Dickert-Conlin, S., and Houser, S. (1998) "Taxes and Transfers: A New Look at the Marriage Penalty." National Tax Journal 51 (2): 175-217.

Giannarelli, L., and Steuerle, E. (1995) "The True Tax Rates Faced by Welfare Recipients." Proceedings of the 85th Annual Conference on Taxation. Washington: National Tax Association.

Hoynes, H. W. (1997) "Work, Welfare, and Family Structure: What Have We Learned?" In A. Auerbach (ed.) Fiscal Policy: Lessons from Economic Research, 101-46. Cambridge, Mass.: MIT Press.

Internal Revenue Service (2000) 1999 IRS Data Book: Publication 55B. Washington: U.S. Department of Treasury.

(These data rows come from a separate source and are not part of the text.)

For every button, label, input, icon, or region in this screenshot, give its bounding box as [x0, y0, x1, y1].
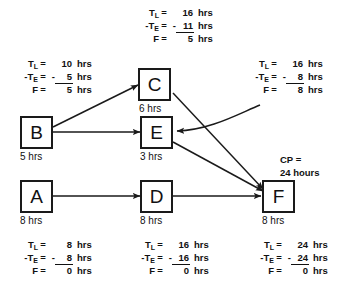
calc-te-equals: = [269, 70, 279, 83]
calc-row-te: -TE = - 11 hrs [133, 19, 213, 32]
calc-f-unit: hrs [309, 264, 328, 277]
node-f[interactable]: F [262, 180, 295, 213]
calc-f-equals: = [159, 32, 169, 45]
calc-te-sign: - [48, 70, 55, 83]
node-e[interactable]: E [140, 116, 173, 149]
calc-block-f: TL = 24 hrs -TE = - 24 hrs F = 0 hrs [248, 238, 328, 277]
calc-f-unit: hrs [73, 264, 92, 277]
calc-f-value: 0 [291, 264, 309, 277]
calc-f-label: F [243, 83, 269, 96]
calc-tl-value: 8 [55, 238, 73, 251]
calc-te-sign: - [284, 251, 291, 264]
node-b[interactable]: B [20, 116, 53, 149]
calc-row-f: F = 5 hrs [12, 83, 92, 96]
calc-te-unit: hrs [309, 251, 328, 264]
calc-tl-unit: hrs [73, 57, 92, 70]
calc-row-f: F = 0 hrs [12, 264, 92, 277]
calc-f-unit: hrs [194, 32, 213, 45]
calc-tl-equals: = [38, 57, 48, 70]
node-e-duration: 3 hrs [140, 152, 162, 162]
calc-f-value: 5 [176, 32, 194, 45]
calc-tl-equals: = [38, 238, 48, 251]
calc-tl-equals: = [159, 6, 169, 19]
calc-row-tl: TL = 16 hrs [129, 238, 209, 251]
critical-path-label: CP = [280, 153, 320, 166]
calc-te-unit: hrs [73, 251, 92, 264]
calc-f-label: F [129, 264, 155, 277]
calc-te-label: -TE [12, 251, 38, 265]
calc-te-sign: - [165, 251, 172, 264]
calc-te-label: -TE [129, 251, 155, 265]
calc-block-e: TL = 16 hrs -TE = - 8 hrs F = 8 hrs [243, 57, 323, 96]
calc-f-equals: = [38, 83, 48, 96]
calc-f-label: F [12, 83, 38, 96]
edge-e-to-f [173, 142, 263, 191]
critical-path-value: 24 hours [280, 166, 320, 179]
calc-te-value: 16 [172, 251, 190, 265]
callout-leader-to-e [177, 105, 260, 131]
node-d-duration: 8 hrs [140, 216, 162, 226]
calc-te-equals: = [38, 251, 48, 264]
calc-f-equals: = [274, 264, 284, 277]
calc-tl-value: 24 [291, 238, 309, 251]
calc-row-tl: TL = 16 hrs [243, 57, 323, 70]
calc-te-sign: - [279, 70, 286, 83]
node-c-duration: 6 hrs [139, 104, 161, 114]
calc-f-unit: hrs [304, 83, 323, 96]
calc-te-value: 5 [55, 70, 73, 84]
calc-te-value: 11 [176, 19, 194, 33]
calc-row-f: F = 0 hrs [129, 264, 209, 277]
node-c[interactable]: C [138, 68, 171, 101]
calc-f-equals: = [269, 83, 279, 96]
edge-c-to-f [173, 93, 263, 189]
calc-tl-label: TL [243, 57, 269, 71]
calc-row-te: -TE = - 8 hrs [243, 70, 323, 83]
calc-tl-label: TL [12, 238, 38, 252]
calc-te-sign: - [48, 251, 55, 264]
node-d[interactable]: D [140, 180, 173, 213]
node-a-duration: 8 hrs [20, 216, 42, 226]
calc-f-value: 8 [286, 83, 304, 96]
calc-row-te: -TE = - 16 hrs [129, 251, 209, 264]
calc-tl-label: TL [248, 238, 274, 252]
calc-te-unit: hrs [73, 70, 92, 83]
node-a[interactable]: A [20, 180, 53, 213]
calc-tl-label: TL [12, 57, 38, 71]
calc-te-value: 24 [291, 251, 309, 265]
calc-te-value: 8 [286, 70, 304, 84]
calc-te-unit: hrs [190, 251, 209, 264]
calc-tl-unit: hrs [309, 238, 328, 251]
node-f-duration: 8 hrs [262, 216, 284, 226]
calc-f-equals: = [38, 264, 48, 277]
calc-block-b: TL = 10 hrs -TE = - 5 hrs F = 5 hrs [12, 57, 92, 96]
calc-te-label: -TE [12, 70, 38, 84]
calc-te-label: -TE [243, 70, 269, 84]
calc-row-te: -TE = - 24 hrs [248, 251, 328, 264]
calc-tl-unit: hrs [190, 238, 209, 251]
calc-te-label: -TE [133, 19, 159, 33]
calc-te-value: 8 [55, 251, 73, 265]
calc-row-tl: TL = 8 hrs [12, 238, 92, 251]
calc-tl-equals: = [155, 238, 165, 251]
calc-tl-equals: = [269, 57, 279, 70]
calc-tl-value: 16 [286, 57, 304, 70]
calc-te-equals: = [159, 19, 169, 32]
calc-f-equals: = [155, 264, 165, 277]
calc-f-label: F [133, 32, 159, 45]
calc-f-unit: hrs [190, 264, 209, 277]
calc-tl-label: TL [133, 6, 159, 20]
calc-tl-value: 16 [172, 238, 190, 251]
calc-f-unit: hrs [73, 83, 92, 96]
calc-row-f: F = 0 hrs [248, 264, 328, 277]
calc-block-c: TL = 16 hrs -TE = - 11 hrs F = 5 hrs [133, 6, 213, 45]
calc-te-sign: - [169, 19, 176, 32]
calc-tl-value: 10 [55, 57, 73, 70]
calc-row-te: -TE = - 8 hrs [12, 251, 92, 264]
calc-te-unit: hrs [194, 19, 213, 32]
node-b-duration: 5 hrs [20, 152, 42, 162]
network-diagram-canvas: C 6 hrs B 5 hrs E 3 hrs A 8 hrs D 8 hrs … [0, 0, 345, 286]
calc-block-d: TL = 16 hrs -TE = - 16 hrs F = 0 hrs [129, 238, 209, 277]
calc-te-unit: hrs [304, 70, 323, 83]
calc-te-equals: = [38, 70, 48, 83]
calc-tl-unit: hrs [304, 57, 323, 70]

Long, S.; Kirby, G.; Kurka, R.; and Waters, S. (1998) Child Care Assistance Under Welfare Reform: Early Response by the States. Washington: The Urban Institute.

U.S. House of Representatives, Committee on Ways and Means (1998) 1998 Green Book: Background Material and Data on Programs within the Jurisdiction of the Committee on Ways and Means. Washington: Government Printing Office.

Wilson, P., and Cline, P. (1994) "State Welfare Reform: Integrating Tax Credits and Income Transfers." National Tax Journal 47 (3): 655-76.

Mickey Hepner is Assistant Professor of Economics at the University of Central Oklahoma, and W. Robert Reed is Professor of Economies at the University of Oklahoma. The authors thank Tom Daxon, former Director of the Oklahoma Office of State Finance (OSF), and Howard Hendrick, former Director of the Oklahoma Department of Human Services, for making themselves and their staffs available to answer questions and provide feedback on this research; Alison Fraser, Jauna Head, and Sherri Fair of OSF for initiating this study; Greg Acs, Linda Giannarelli, Bob Lerman, and seminar participants at the Urban Institute for valuable feedback on this research; and especially Ken Finegold of the Urban institute for helpful comments on an earlier version of this study. The OSF financially supported this research.